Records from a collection
----
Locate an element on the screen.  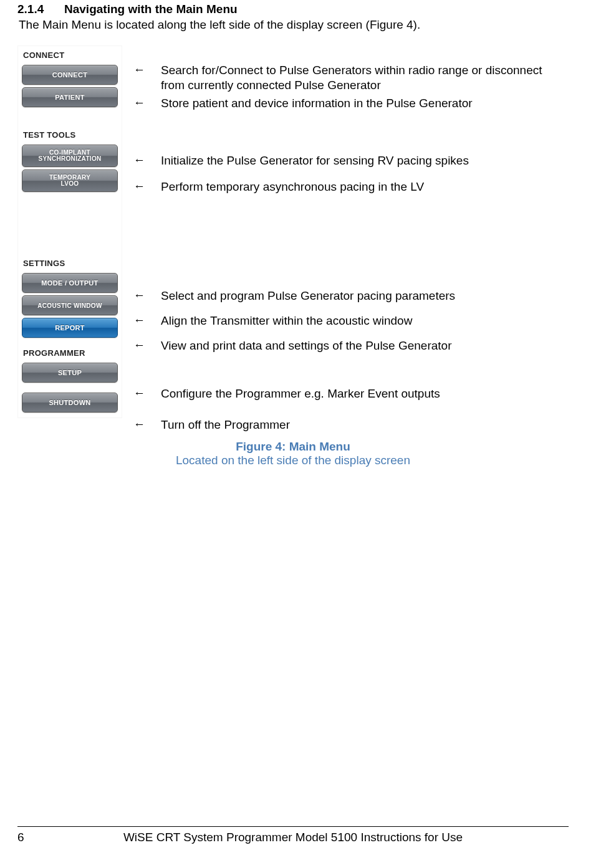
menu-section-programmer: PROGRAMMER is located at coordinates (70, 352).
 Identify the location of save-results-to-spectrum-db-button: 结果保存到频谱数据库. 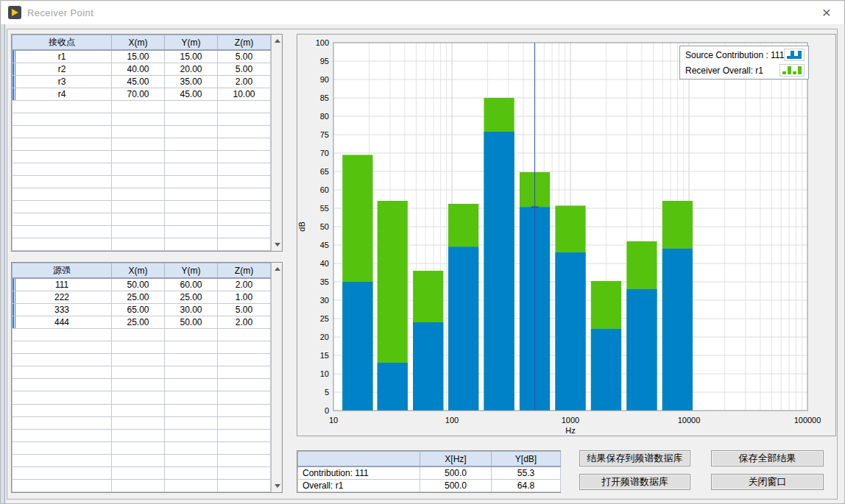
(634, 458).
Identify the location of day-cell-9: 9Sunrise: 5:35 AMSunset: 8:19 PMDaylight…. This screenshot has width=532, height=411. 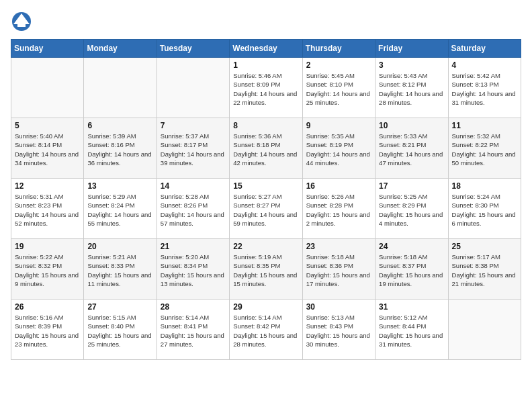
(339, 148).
----
Problem to solve
The required output is every line of the data above, set down exactly and stripped of pictures.

Exercise result
Locate an element on the screen.  
menu-section-programmer: PROGRAMMER is located at coordinates (70, 352).
 Identify the location of save-results-to-spectrum-db-button: 结果保存到频谱数据库. 
(634, 458).
Identify the location of day-cell-9: 9Sunrise: 5:35 AMSunset: 8:19 PMDaylight…. This screenshot has width=532, height=411. 
(339, 148).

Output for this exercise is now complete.